Sometimes one has to take the long way ʹ′round. Lisa Tan’s video Sunsets shows parts of an interview between an anonymous reporter and Brazilian author Clarice Lispector. It is, by all accounts, Lispector’s last appearance before she passed away December 9,1977. We see her reclined in a chair, tired, looking almost pissed-off, as if she really doesn’t want to be there. But then again, she must have been exhausted. She’d been in chronic pain for more than 10 years, since, in 1966, falling asleep cigarette in hand and setting fire to her mattress. The interview, as we see it, is being translated by someone who communicates it to the artist, who in turn writes it down. A person speaks to another person, seen by a third who tells a fourth, who puts it in writing.
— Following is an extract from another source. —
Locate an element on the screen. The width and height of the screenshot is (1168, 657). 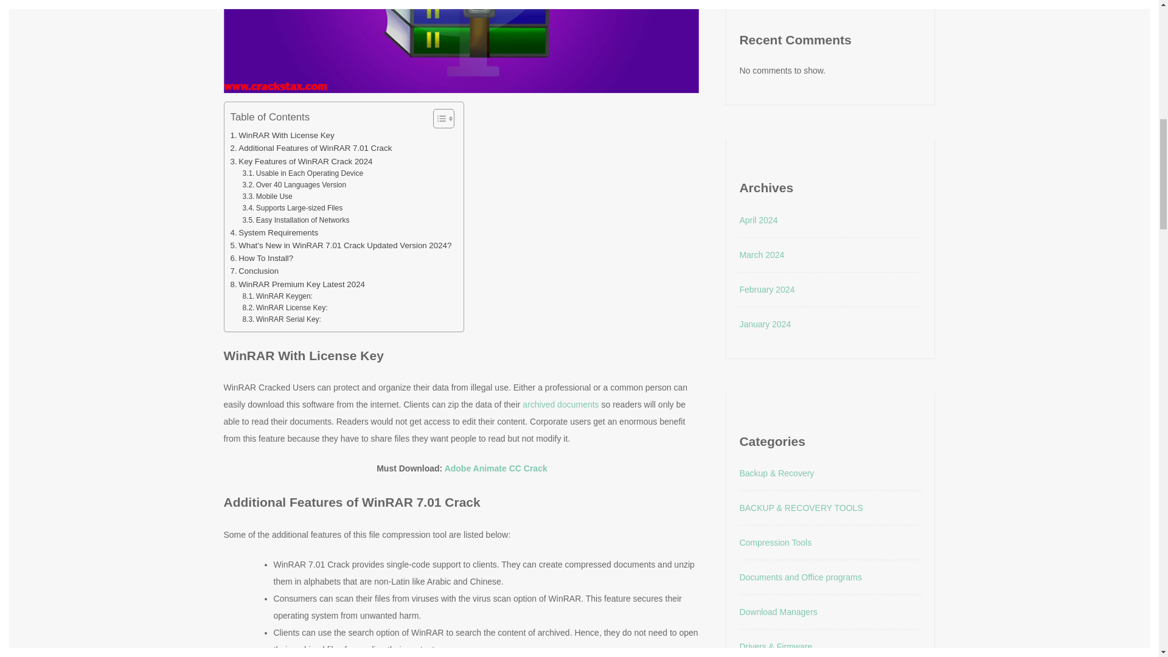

Lispector’s first line is, “I think that when I write, I am dead.” She says it in response to a question writer Rainer Maria Rilke was once asked, “If you couldn’t write anymore, would you die?” Death is brought to Lispector by the act of writing. Whether she anticipates death as she writes, or if she is in fact dead as she writes, matters little. Both being dead and forestalling death is to come face-to-face with death. Both being dead and anticipating death is to be ferried by Charon, the question is how far it is to shore. And though we are all, indeed, in the same boat, here it is by all means a particular kind of death. Given that it hinges on a special propinquity, a kinship between writing and death and death and death, it is perhaps the gift of death, as in Jacques Derrida’s second sense when he asked, “How does one give oneself death in that other sense where se donner la mort also means to interpret death, to give oneself a representation of it, a figure, a signification or destination for it?” Possibly, it would be to write to think of death. And, perhaps, to write unto death. To write and think about the death of death.

We, the ones that watch the video, don’t see the whole interview. We hear it, through its multiple layers what the reporter asks, Lispector’s response, the translator’s interpretation and Tan’s keyboard clicking,like echoing echoes. What we see in addition to the interview, because it is a film, so we’re always faced with something, are scenes filmed in Sweden at either 3 a.m. during the summer, or 3 p.m. during the winter—hours of twilight, hours of darkness and light, hours in-between that allude to both endings and beginnings. We’re also faced computer screens that show various planets and stars and universes. They are obviously screensavers, functions of the computer that come into being when it, as it’s said, goes to sleep. But is it also a parable to the idea of something’s ingredient? Suggesting, in some way, that each pixel is a building block for the impenetrable image of space as it takes more than one pixel to make an image?

Texts

Ringborg, Theodor . “Sunsets.” commissioned by the Museum of Contemporary Art Santa Barbara.